TASK BRIEF. Without any pictures, retype exactly the lines that begin at the one holding "is (801, 532)." and end at the last line of the data below.

DATA SUPPLIED: Begin

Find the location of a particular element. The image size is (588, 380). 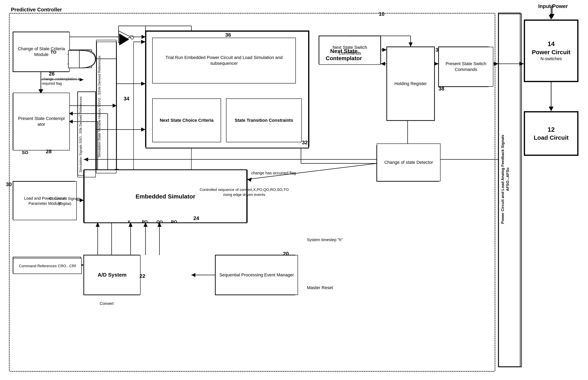

convert-label: Convert is located at coordinates (107, 304).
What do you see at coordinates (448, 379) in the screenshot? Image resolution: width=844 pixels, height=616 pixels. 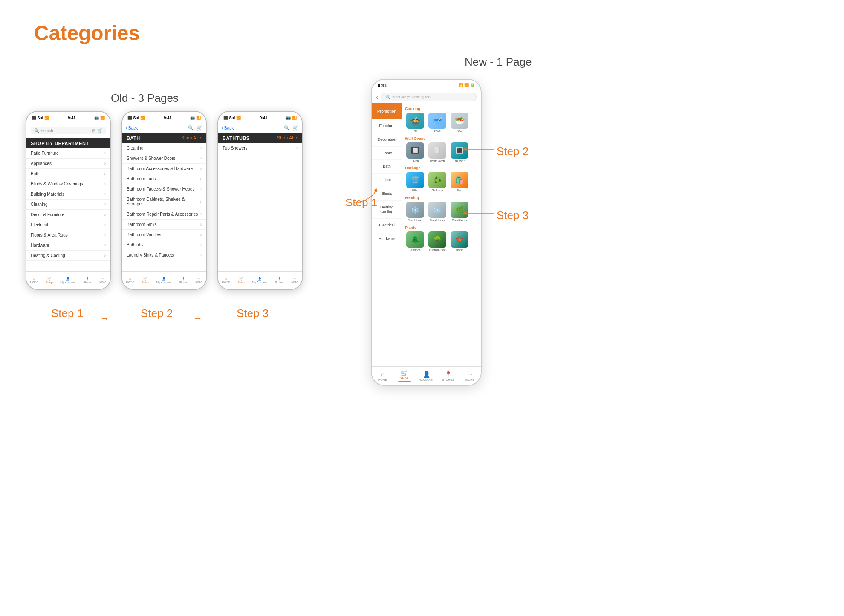 I see `stores-label: STORES` at bounding box center [448, 379].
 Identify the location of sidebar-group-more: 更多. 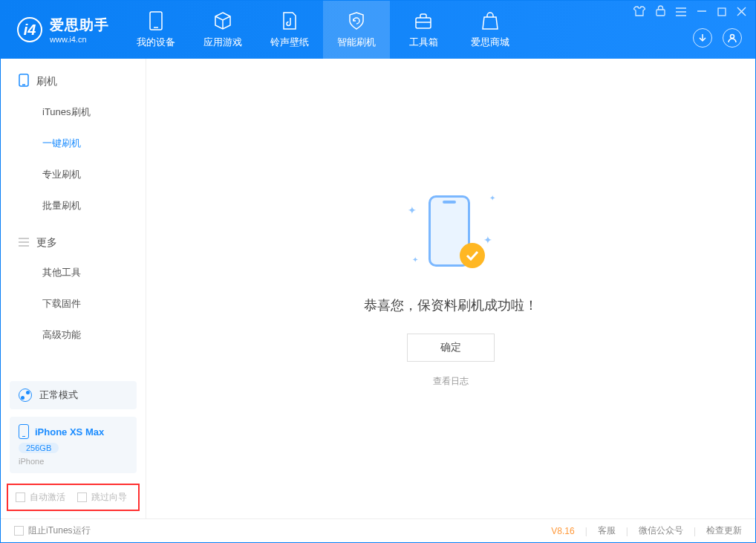
(73, 239).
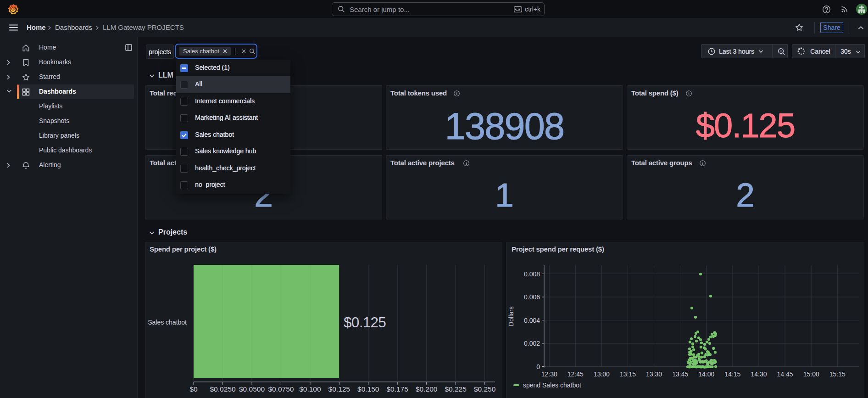 The image size is (868, 398). What do you see at coordinates (707, 374) in the screenshot?
I see `svg-text: 14:00` at bounding box center [707, 374].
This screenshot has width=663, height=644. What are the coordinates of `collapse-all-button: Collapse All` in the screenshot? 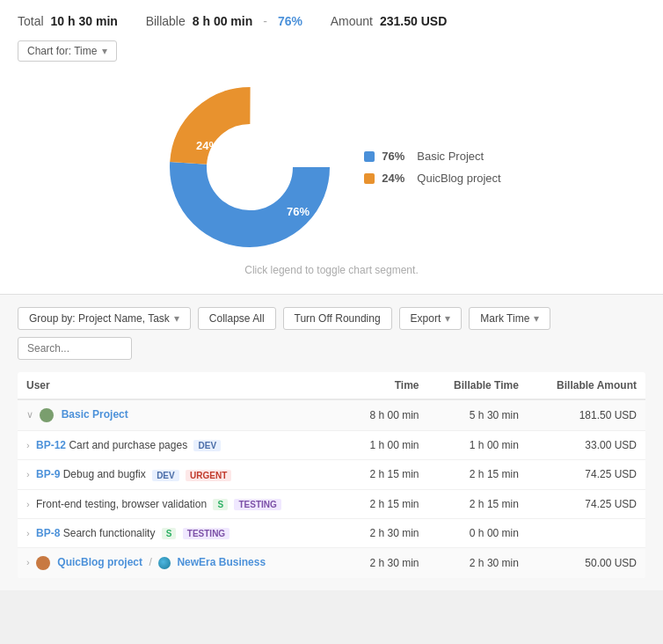 It's located at (237, 318).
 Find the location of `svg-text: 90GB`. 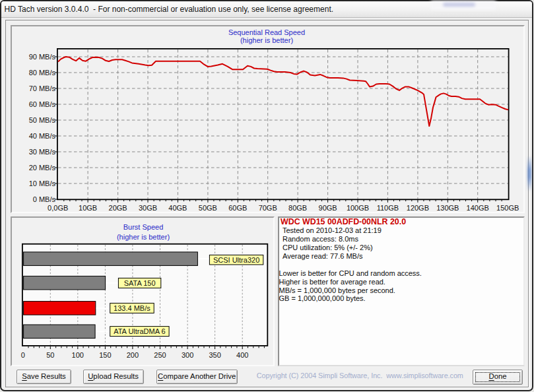

svg-text: 90GB is located at coordinates (328, 208).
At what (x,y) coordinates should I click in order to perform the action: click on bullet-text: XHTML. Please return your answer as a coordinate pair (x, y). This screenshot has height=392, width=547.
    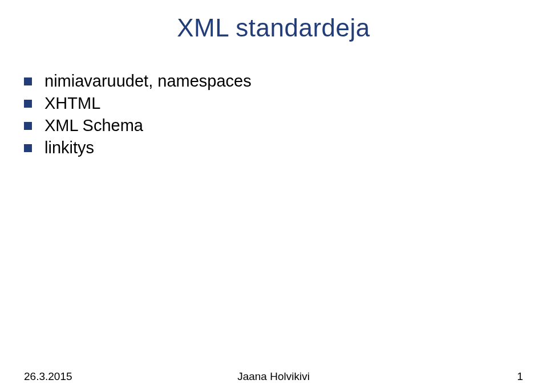
    Looking at the image, I should click on (72, 104).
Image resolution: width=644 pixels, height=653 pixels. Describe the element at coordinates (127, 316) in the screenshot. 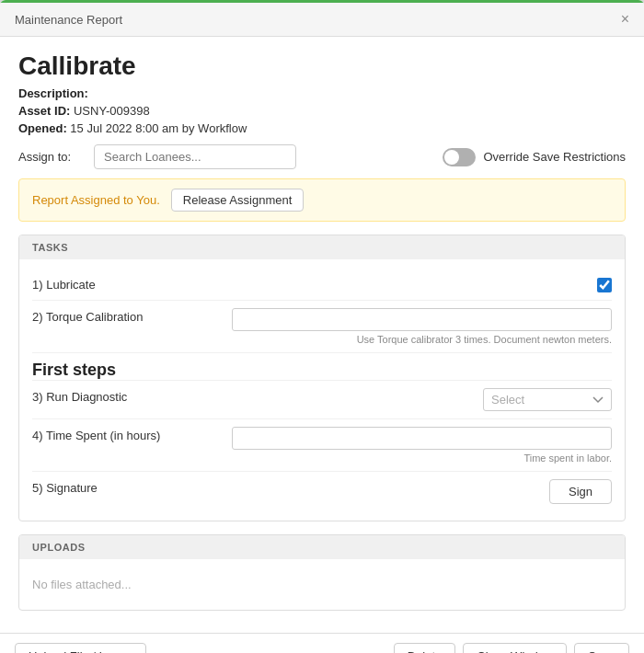

I see `task-label-2: 2) Torque Calibration` at that location.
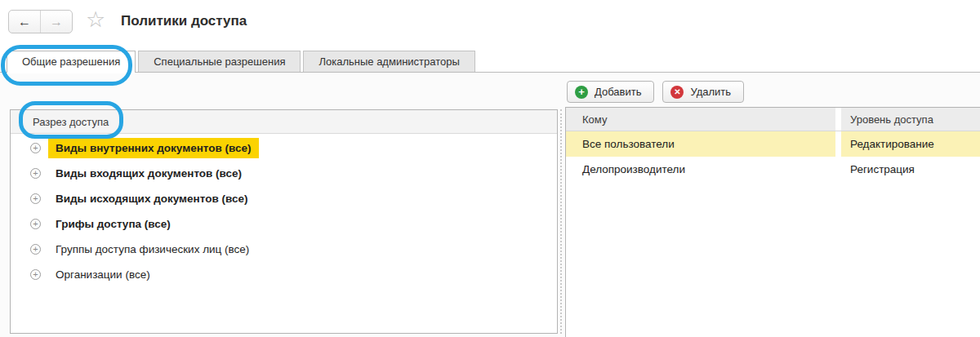  Describe the element at coordinates (71, 62) in the screenshot. I see `tab-general-permissions: Общие разрешения` at that location.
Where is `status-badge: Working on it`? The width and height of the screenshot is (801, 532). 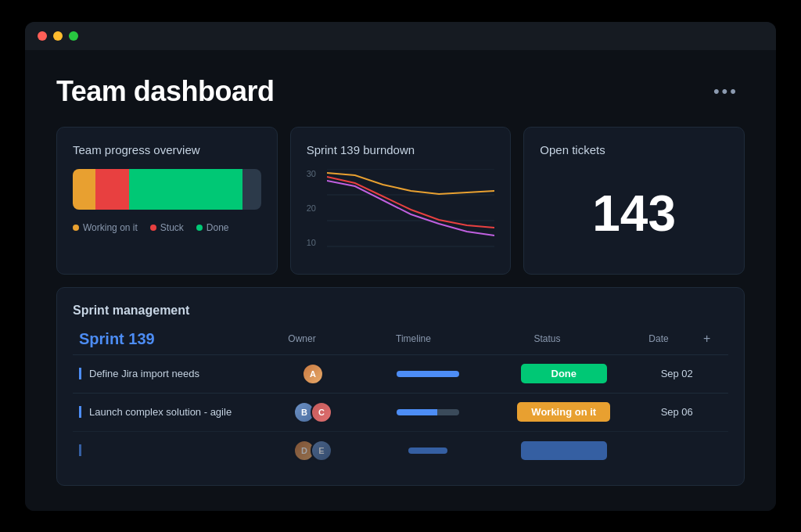
status-badge: Working on it is located at coordinates (563, 412).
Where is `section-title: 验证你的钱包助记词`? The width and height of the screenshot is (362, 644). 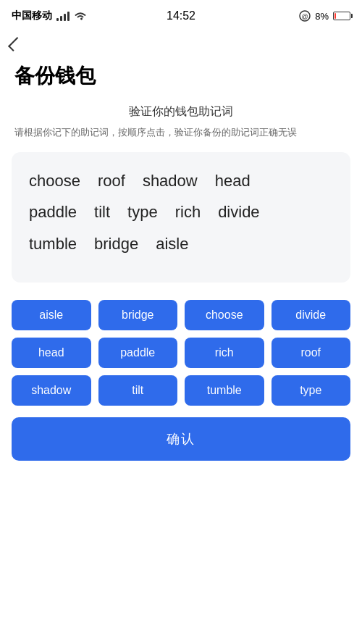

DATA SUPPLIED: End

YOUR SOLUTION.
Where is `status-badge: Working on it`? The width and height of the screenshot is (801, 532). 
status-badge: Working on it is located at coordinates (563, 412).
Where is `section-title: 验证你的钱包助记词`? The width and height of the screenshot is (362, 644). 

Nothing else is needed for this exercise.